The cost to insure against a debt default by Turkey’s government in the next five years surged, heading for the highest closing level in almost two decades.
Credit default swaps rose as high as 870 basis points on Monday, reflecting investor concerns over a deepening rout in the lira and the government’s reliance on unorthodox monetary policies to support it. The advance took the CDS contracts above the level reached during the 2008 global financial crisis and all the way back to 2003, the year Recep Tayyip Erdogan became Turkey’s prime minister.
Under rising CDS pressure, the yield on the country’s 10-year dollar bonds rose to an all-time high of 10.6% on Monday.
The Treasury was forced into action on June 9 after currency losses accelerated on President Erdogan’s announcement that his government would continue rate cuts even as inflation soared.
To curb credit growth and support the lira, the central bank will double the reserve requirement ratio for lira-denominated commercial cash loans to 20% while the banking regulator shortened debt repayment periods for consumers. The Treasury and Finance Ministry said they will sell the new lira-based revenue indexed bonds in an attempt to deter retail investors from dollar purchases.
“The increased chance of recession in the US, the unsupportive Fed policy, the soaring US yields and the shaky lira — due to a brittle central bank policy — boost the Turkish CDS, and it’s probably not the end of the pain,” said Ipek Ozkardeskaya, a senior market analyst at Swissquote Bank.
The lira has lost 23% this year and is the worst performer among emerging-market peers.
“Investors are increasingly worried about Turkey’s ability to keep its budget under control while spending so heavily to conduct a mission impossible policy on the FX front,” Ozkardeskaya said.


Your task:
The lines needed are those below that contain the word "branch"; copy each one.

Extracted records
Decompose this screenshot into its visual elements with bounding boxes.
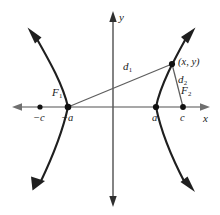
- focus-2-label: F2: [181, 85, 191, 97]
- point-a: [153, 104, 159, 110]
- y-axis-up-arrowhead: [109, 11, 116, 22]
- point-label-c: c: [180, 113, 185, 124]
- y-axis-down-arrowhead: [109, 196, 116, 207]
- focus-1-letter: F: [52, 86, 59, 98]
- focus-1-label: F1: [52, 87, 62, 99]
- left-branch: [28, 28, 69, 191]
- point-xy: [169, 61, 175, 67]
- hyperbola-figure: y x −c −a a c (x, y) F1 F2 d1 d2: [0, 0, 220, 215]
- point-minus-c: [37, 104, 42, 109]
- x-axis-label: x: [203, 113, 208, 124]
- figure-canvas: [0, 0, 220, 215]
- d2-letter: d: [178, 73, 184, 85]
- distance-d1-label: d1: [123, 61, 132, 73]
- x-axis-left-arrowhead: [12, 103, 22, 111]
- point-label-a: a: [152, 113, 157, 124]
- x-axis-right-arrowhead: [200, 103, 210, 111]
- d1-subscript: 1: [129, 66, 133, 73]
- focus-1-subscript: 1: [59, 92, 63, 99]
- d1-letter: d: [123, 60, 129, 72]
- point-label-xy: (x, y): [178, 57, 200, 68]
- left-branch-upper-arrowhead: [28, 28, 42, 44]
- focus-2-subscript: 2: [188, 90, 192, 97]
- right-branch-upper-arrowhead: [181, 28, 196, 44]
- y-axis: [109, 11, 116, 207]
- d2-subscript: 2: [184, 79, 188, 86]
- point-minus-a: [65, 104, 72, 111]
- right-branch: [156, 28, 196, 193]
- y-axis-label: y: [119, 12, 124, 23]
- segment-d1: [68, 64, 172, 107]
- point-label-minus-a: −a: [61, 113, 73, 124]
- distance-d2-label: d2: [178, 74, 187, 86]
- point-label-minus-c: −c: [33, 113, 45, 124]
- point-c: [180, 104, 186, 110]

Result of this task:
- left-branch: [28, 28, 69, 191]
- left-branch-upper-arrowhead: [28, 28, 42, 44]
- right-branch-upper-arrowhead: [181, 28, 196, 44]
- right-branch: [156, 28, 196, 193]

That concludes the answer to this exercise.